Many of us are tired of this “musical chairs scenario” which in the final analysis serves no useful purpose. In any event, these officers are often given “basket to carry water”. This kind of shallow approach to crime solving must be stopped and one can only hope that the new, seemingly no-nonsense Commissioner of Police Owen Ellington as well as the loquacious National Security Minister Senator Dwight Nelson will revisit this vexing and perplexing issue of police transfers. To what end? And who really benefits? Certainly not the affected community in most cases!

Once again, this writer is calling on Prime Minister Bruce Golding and National Security Minister Senator Dwight Nelson to revisit the St James situation in a bid to implementing some major interventions. Interestingly, there is a crime plan that was done under the aegis of the St James Parish Development Committee, led by well-known developer Mark Kerr-Jarrett, and which was presented to that ministry. But to date, as far as I am aware, there has been no meaningful response. What a shame! Persons of goodwill and a fierce commitment to creating a better way of life for their respective communities give of their time and money towards a plan of action only to discover in short order that the plan is placed in File 13 indefinitely. What a shame!

It is an indictment of the Golding administration that it has three out of four members of parliament in St James – Deputy Leader and Minister of Water and Housing Dr Horace Chang; Tourism Minister Edmund Bartlett, and former Minister of Energy and Telecommunications Clive Mullings – as well as control of the majority of seats in the St James Parish Council led by a well-intentioned Chairman and Mayor, Councillor Charles Sinclair, yet St James is in such a sorry state.

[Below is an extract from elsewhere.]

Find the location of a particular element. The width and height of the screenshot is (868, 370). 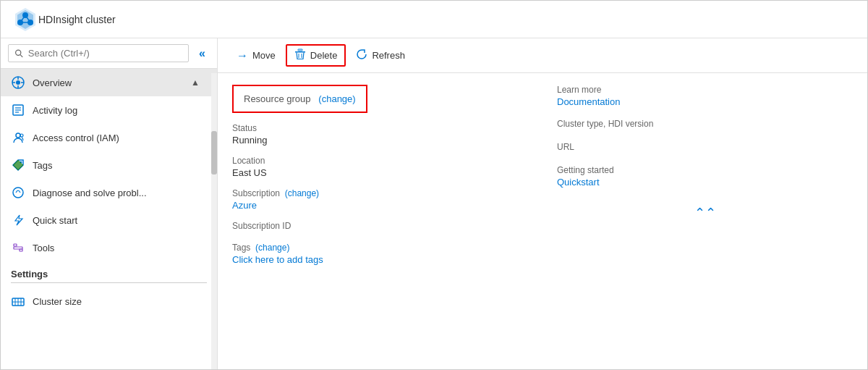

resource-group-label: Resource group is located at coordinates (278, 98).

Then there is the “western Cabinet” comprising such Jamaica Labour Party stalwarts and insiders as Chairman of the Tourism Enhancement Fund (TEF) and a director of the Jamaica Tourist Board (JTB) Godfrey Dyer and close confidant of Prime Minister Golding as well as Chairman of the Tourism Product Development Company (TPDCo) and member of the Urban Development Corporation (UDC), the all-powerful Robert Russell. What gives, gentlemen?

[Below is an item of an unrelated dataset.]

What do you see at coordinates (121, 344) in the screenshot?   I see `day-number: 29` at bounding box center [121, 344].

I know I will get little or no kudos for this my latest verbal foray on behalf of my beloved city and parish, but I believe in calling a spade a spade. Just yesterday morning after dropping my kids at school, I was crossing an intersection when a little schoolboy who could be no more than five years old ventured into the middle of the roadway and pointed at me in a menacing fashion with his fist taking on the appurtenance of a gun. He was doing so playfully which means that he has been overexposed to such an action. Some time ago, I was addressing a group of sixth-grade boys at a prominent primary school in the parish and when I asked them what they all wanted to be when they grow up, one youngster proudly put up his hand and declared, “Sir, I want to be a gunman!”

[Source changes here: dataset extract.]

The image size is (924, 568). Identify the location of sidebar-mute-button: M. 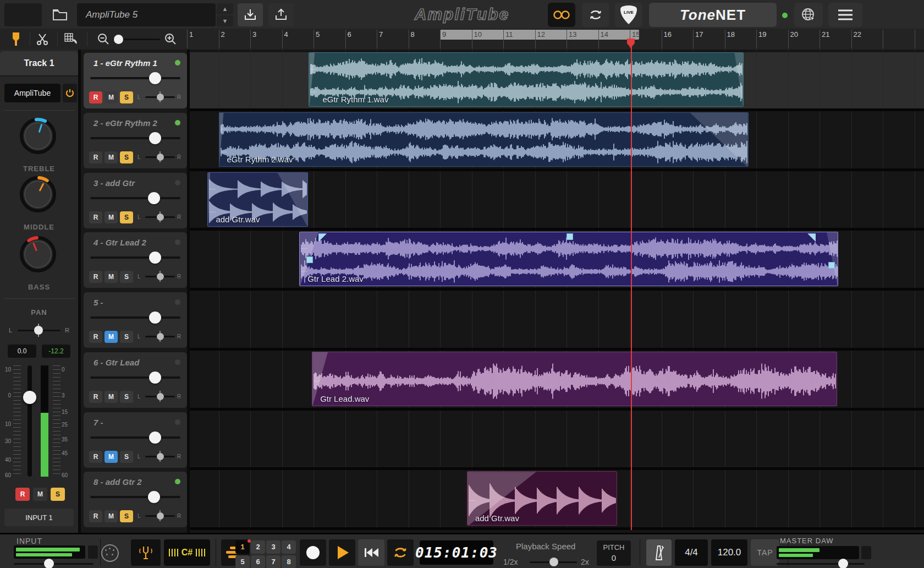
(40, 494).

I keep repeating these stories because it has to be reinforced that curbing the crime problem is not just a job for the police. It must involve all of us. Yes, the Golding administration has inherited much of this after 18 years of failed PNP policies or the lack thereof, but the blame game must stop and a great coming together must ensue. However, for this to happen, a proactive, visionary, bold and innovative leadership must emerge.

St James needs help pronto and I am calling on the relevant authorities to act now with alacrity and do the right thing. Enough is enough!